Erick can you please point me to some example of creating a filtered wildcard
query. I have not used filters anytime before. Tried reading but still am
really not able to understand how filters actually work and will help me
getting rid of MaxClause Exception.
Regards,
Ruchika
Erick
I'll see if I can get back to this over the weekend.
I got a chance to copy my corpus to another G4 and try indexing with
Lucene 2.2. This one seems OK! Same texts. So now I'm inclined to
believe that it *is* the machine, rather than the code. Whew! Though
that doesn't explain why 2.0 works
My question is for anyone who has experience with Lucene's SpellChecker,
especially around its performance characteristics/ramifications.

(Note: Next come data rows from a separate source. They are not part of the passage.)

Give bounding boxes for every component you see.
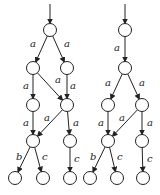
edge-label: c bbox=[42, 151, 48, 162]
edge-label: a bbox=[119, 112, 125, 123]
edge-label: a bbox=[30, 38, 36, 49]
state-node bbox=[137, 172, 150, 185]
edge-label: c bbox=[74, 153, 80, 164]
edge-label: a bbox=[70, 80, 76, 91]
state-node bbox=[102, 99, 115, 112]
transition-edge bbox=[53, 36, 65, 62]
transition-edge bbox=[112, 110, 137, 137]
state-node bbox=[64, 135, 77, 148]
edge-label: a bbox=[98, 117, 104, 128]
state-node bbox=[84, 172, 97, 185]
state-node bbox=[136, 99, 149, 112]
edge-label: c bbox=[147, 153, 153, 164]
edge-label: a bbox=[55, 74, 61, 85]
state-node bbox=[102, 135, 115, 148]
transition-edge bbox=[37, 110, 62, 137]
edge-label: a bbox=[73, 117, 79, 128]
state-node bbox=[61, 62, 74, 75]
transition-edge bbox=[68, 111, 70, 134]
edge-label: a bbox=[105, 77, 111, 88]
state-node bbox=[111, 172, 124, 185]
edge-label: c bbox=[117, 151, 123, 162]
transition-edge bbox=[36, 36, 48, 62]
state-node bbox=[61, 99, 74, 112]
transition-edge bbox=[142, 147, 143, 171]
transition-edge bbox=[35, 147, 42, 171]
automata-diagram: aaaaaaaabccaaaaaabcc bbox=[0, 0, 160, 195]
state-node bbox=[136, 135, 149, 148]
state-node bbox=[44, 24, 57, 37]
state-node bbox=[119, 24, 132, 37]
edge-label: b bbox=[90, 151, 96, 162]
transition-edge bbox=[110, 147, 116, 171]
edge-label: a bbox=[23, 117, 29, 128]
state-node bbox=[27, 62, 40, 75]
edge-label: a bbox=[139, 77, 145, 88]
transition-edge bbox=[128, 74, 140, 99]
state-node bbox=[27, 99, 40, 112]
edge-label: a bbox=[44, 112, 50, 123]
state-node bbox=[9, 172, 22, 185]
transition-edge bbox=[111, 74, 123, 99]
edge-label: a bbox=[23, 80, 29, 91]
state-node bbox=[64, 172, 77, 185]
state-node bbox=[27, 135, 40, 148]
edge-label: b bbox=[16, 151, 22, 162]
edge-label: a bbox=[64, 38, 70, 49]
edge-label: a bbox=[147, 117, 153, 128]
edge-label: a bbox=[114, 42, 120, 53]
state-node bbox=[37, 172, 50, 185]
state-node bbox=[119, 62, 132, 75]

1. Given the fact that SpellChecker expands a query by adding all the
permutations of potentially misspelled word, how does it perform in general?
2. How are
Hmmm, it still sounds like you are hitting a threading issue that is
probably exacerbated by the multicore platform of the newer machine.
Is there anyway to put together a unit test that we can try?
Thanks,
Grant
On Dec 2, 2007, at 9:10 PM, Bill Janssen wrote:
I'll see if I can get back
On Dec 2, 2007 9:28 PM, Grant Ingersoll [EMAIL PROTECTED] wrote:
Hmmm, it still sounds like you are hitting a threading issue that is
probably exacerbated by the multicore platform of the newer machine.

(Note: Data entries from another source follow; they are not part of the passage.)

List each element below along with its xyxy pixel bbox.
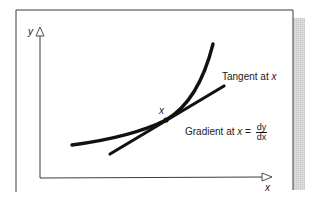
tangent-label-var: x [271,71,276,82]
frame-shadow [293,18,305,190]
tangent-label-prefix: Tangent at [222,71,271,82]
derivative-fraction: dydx [256,123,268,142]
x-axis-arrow-icon [262,173,272,181]
tangent-point [163,117,168,122]
gradient-equals: = [242,126,253,137]
frame-border [16,10,293,192]
y-axis-arrow-icon [36,27,44,36]
y-axis-label: y [28,26,33,37]
x-axis-label: x [265,182,270,193]
gradient-label: Gradient at x = dydx [185,123,267,142]
gradient-label-prefix: Gradient at [185,126,237,137]
tangent-label: Tangent at x [222,71,276,82]
derivative-denominator: dx [256,133,268,142]
x-axis [40,177,264,178]
diagram-canvas [0,0,315,201]
point-label: x [159,105,164,116]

Exactly what I was thinking.
What are the details of the CPUs of these two systems?
-Yonik
Suppose I have an index containing the terms impostor, imposter, fraud, and
fruad, then presumably regardless of whether I spell impostor and fraud
correctly, Lucene SpellChecker will offer the improperly spelled versions as
corrections. This means that the phrase The login fraud involves an
Hmmm, it still sounds like you are hitting a threading issue that is
probably exacerbated by the multicore platform of the newer machine.
Exactly what I was thinking.
What are the details of the CPUs of these two systems?

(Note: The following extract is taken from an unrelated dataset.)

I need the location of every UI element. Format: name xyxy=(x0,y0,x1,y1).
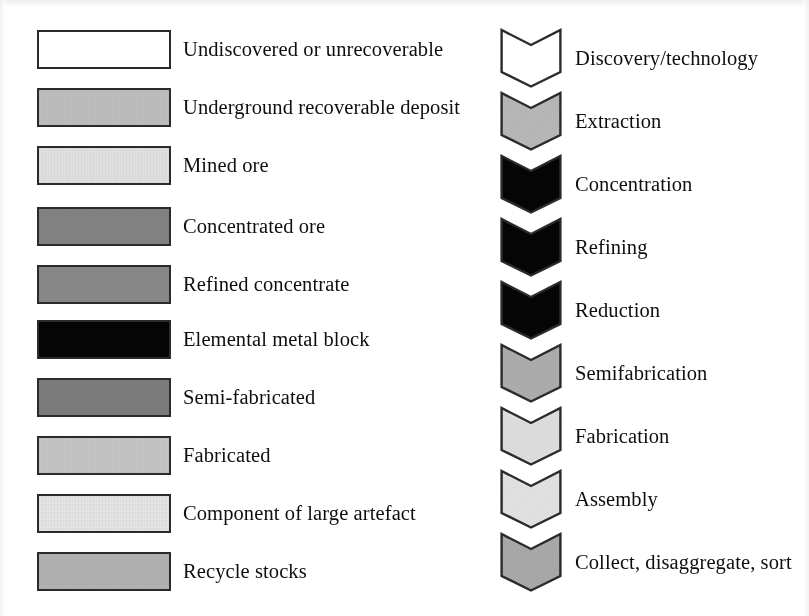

Ah, good point. The bad machine is a dual-processor 1GHz G4 wind
MultiReader is more efficient and is preferred when possible.
MultiSearcher allows further functionality.
Every time an index has more than a single segment (which is.
to say almost every index except for after calling optimize()),
Opening an IndexReader (or an IndexSearcher) above that index),
This is from Lucene's CHANGES.txt:
LUCENE-773: Deprecate the FSDirectory.getDirectory(*) methods that
take a boolean create argument. Instead you should use
IndexWriter's create argument to create a new index.